The recent discovery comprises a staggering 23,249,425 million digits. According to GIMPS, the number is big enough to fill an entire shelf of books, totaling 9,000 pages. The team asserts “If every second you were to write five digits to an inch then 54 days later you’d have a number stretching over 73 miles (118 kilometers) long.”

Partial view of M77232917 (Image Credit: marsenne.org via twitter)

Nicknamed M77232917 (because the prime number is 277,232,917 − 1), it is the 50th Mersenne prime and the 16th discovered by GIMPS since the collaborative computer project began in 1996. The particular class of rare prime numbers is named after 17th-century French polymath Marin Mersenne, who came up with a way to derive prime numbers using a simple equation: 2n – 1 (n being a prime number).

Mersenne primes (Image credit: NPR.org)

The discovery, which is larger than the previous record holder by almost a million digits, can be credited to Jonathan Pace. It took the FedEx engineer, who has been searching for big primes for 14 years, six days of non-stop computing to find M77232917. To test if his calculations were accurate, the number was independently confirmed by four different programs running on different hardware configurations.

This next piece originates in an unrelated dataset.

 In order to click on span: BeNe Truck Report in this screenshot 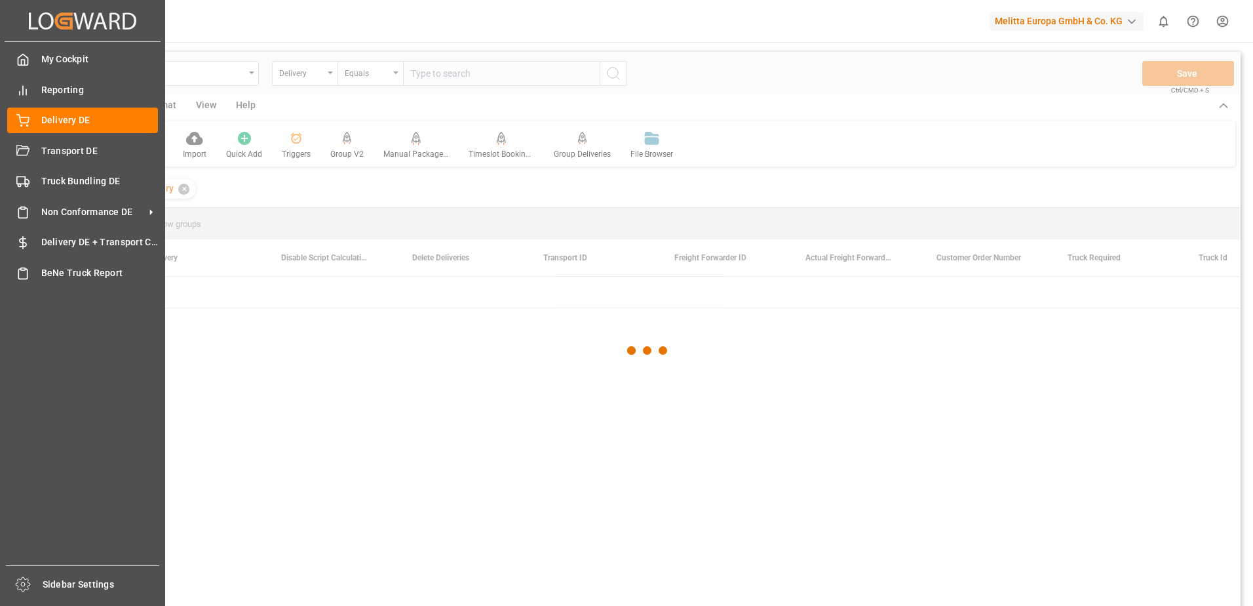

Though the incessant quest for an increasingly large prime number may seem frivolous, they do come in handy for use in computer encryption to protect important data from hackers. But since the current software uses prime numbers that are hundreds of digits long, not millions, M77232917 will not be needed anytime soon. However, its discovery has earned Pace $3,000, and, more importantly, elevated his status among math lovers, at least until the next largest prime number is found. Given that the genius who uncovers a prime number with 100 million digits will get both fame and $150,000 from the Electronic Frontier Foundation, the competition to discover the next record-breaking prime number can only increase.